In 1970, President Richard Nixon signed the Control Substances Act, which
classified all varieties of the Cannabis sativa plant as a schedule one
drug -- alongside heroin, LSD and ecstasy. Legal hemp cultivation became
virtually impossible under strict DEA regulations.

The tide turned in 2014, when Congress included a section in the Federal
Farm Bill allowing institutions of higher education and persons contracted
by state agriculture departments to grow hemp without a DEA permit.

But the bill's vague language left unclear the allowable commercial scope
of state pilot programs, and it did not change the Controlled Substances
Act to exempt hemp varieties of cannabis. Therefore, any hemp grown
outside the bounds of a given state's pilot program parameters remains
illegal without that DEA permit.

'Let this industry grow'

State Sen. Judy Schwank, a Berks County Democrat, spearheaded the
legislative effort to reintroduce hemp in Pennsylvania, one of more than
30 states to do so in some capacity since the 2014 Farm Bill. In July,
Gov. Tom Wolf signed a law establishing the research pilot program.

Three weeks later, the U.S. Department of Agriculture with the DEA and
Food and Drug Administration attempted to clarify how federal law actually
applies to industrial hemp. But hemp advocates say they only raised more
questions and ultimately prompted the Pennsylvania Agriculture Department
to be more cautious when writing its pilot program rules. Industrial hemp
products, the federal agencies said, may only be sold among states with
pilot programs, and only for the purpose of "marketing research" -- not
"general commercial activity."

Confused? So was a bipartisan group of U.S. senators and representatives.
In a letter to the three federal agencies, they pointed out that Congress
has prevented the agencies from messing with state pilot programs that
comply with the 2014 Farm Bill.

The problem, said Ross Pifer, director of the Center for Agricultural and
Shale Law at Penn State, is that the Controlled Substances Act prohibits
certain activities that the Farm Bill has authorized. That concerns state
legislators and others preparing Pennsylvania's pilot program.

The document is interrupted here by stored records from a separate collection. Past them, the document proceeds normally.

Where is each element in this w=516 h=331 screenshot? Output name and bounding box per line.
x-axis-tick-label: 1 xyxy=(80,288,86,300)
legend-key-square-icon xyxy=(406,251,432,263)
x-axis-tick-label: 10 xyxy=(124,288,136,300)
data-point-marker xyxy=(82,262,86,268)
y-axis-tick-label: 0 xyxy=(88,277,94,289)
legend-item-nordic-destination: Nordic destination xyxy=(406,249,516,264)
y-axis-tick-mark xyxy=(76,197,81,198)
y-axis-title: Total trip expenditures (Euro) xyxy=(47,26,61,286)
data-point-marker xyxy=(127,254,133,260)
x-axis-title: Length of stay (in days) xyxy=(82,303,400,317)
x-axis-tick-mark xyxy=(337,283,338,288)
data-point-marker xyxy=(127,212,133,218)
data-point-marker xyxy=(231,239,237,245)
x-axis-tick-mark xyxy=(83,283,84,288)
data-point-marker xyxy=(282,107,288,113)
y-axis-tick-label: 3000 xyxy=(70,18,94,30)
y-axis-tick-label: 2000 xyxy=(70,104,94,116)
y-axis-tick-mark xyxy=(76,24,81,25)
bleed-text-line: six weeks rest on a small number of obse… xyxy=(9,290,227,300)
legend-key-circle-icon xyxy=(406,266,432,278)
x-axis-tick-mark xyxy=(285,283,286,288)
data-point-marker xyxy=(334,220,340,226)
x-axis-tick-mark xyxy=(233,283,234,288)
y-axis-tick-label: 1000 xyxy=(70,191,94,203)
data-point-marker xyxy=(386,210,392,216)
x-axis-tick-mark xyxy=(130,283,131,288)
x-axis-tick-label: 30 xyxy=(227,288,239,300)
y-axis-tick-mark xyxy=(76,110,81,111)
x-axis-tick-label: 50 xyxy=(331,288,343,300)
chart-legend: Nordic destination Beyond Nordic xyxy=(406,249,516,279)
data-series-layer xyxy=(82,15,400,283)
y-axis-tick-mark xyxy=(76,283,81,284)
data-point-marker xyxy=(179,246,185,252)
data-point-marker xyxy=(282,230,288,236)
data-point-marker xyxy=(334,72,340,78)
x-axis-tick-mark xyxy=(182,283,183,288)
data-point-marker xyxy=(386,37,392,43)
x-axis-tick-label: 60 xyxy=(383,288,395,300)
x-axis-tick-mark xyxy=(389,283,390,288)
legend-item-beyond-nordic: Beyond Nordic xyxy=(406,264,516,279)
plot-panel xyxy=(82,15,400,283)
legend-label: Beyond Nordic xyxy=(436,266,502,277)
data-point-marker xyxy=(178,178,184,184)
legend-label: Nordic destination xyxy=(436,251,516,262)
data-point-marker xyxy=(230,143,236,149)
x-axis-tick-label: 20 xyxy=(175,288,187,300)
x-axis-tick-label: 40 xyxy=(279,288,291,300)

The imminent change in administration complicates matters, Pifer said.
Will the new leaders of federal agencies interpret existing law the same
way, or come up with their own?

That uncertainly might make Pennsylvania's approach seem prudent.

"Unlike other states, we took a great interest in not crossing lines that
the federal government has established," said state Rep. Russ Diamond,
R-Lebanon County, who sponsored Pennsylvania hemp pilot bill. "Depending
on what happens with the new administration in Washington, those other
states moving faster than us could be in trouble."

Some fear it's Pennsylvania that will be in trouble as other states take
the lead. The Pennsylvania Farmers Union said in a statement that the
state "missed a golden opportunity to leapfrog to the leadership role
Pennsylvania historically held in U.S. industrial hemp production."

Schwank believes the state Agriculture Department acted too cautiously and
should have done a better job consulting stakeholders. For example, she
said, many are disappointed they cannot study CBD, an oil extract used for
medicinal purposes.

"There was a disconnect between what we had anticipated and what the
actual guidelines turned out to be," she said. "I'm going to continue to
reach out to the department and encourage them to let this industry grow."

1683: Two years after William Penn founded Pennsylvania, the General
Assembly passes "an act for the encouraging of raising hemp in
Pennsylvania."

1685: Penn predicts hemp would be a trade staple for the state.

The hemp plant has many uses and is an ingredient in many products,
including:

Rope, clothing and other textiles, seed snacks, salad oil, cereal, soap,
deodorant, cosmetics, pulp and paper, plastic composites for automobile
parts, insulation, paneling, hempcrete and other construction materials,
biodiesel fuel, paint, anti-inflammatory drugs and other medicines.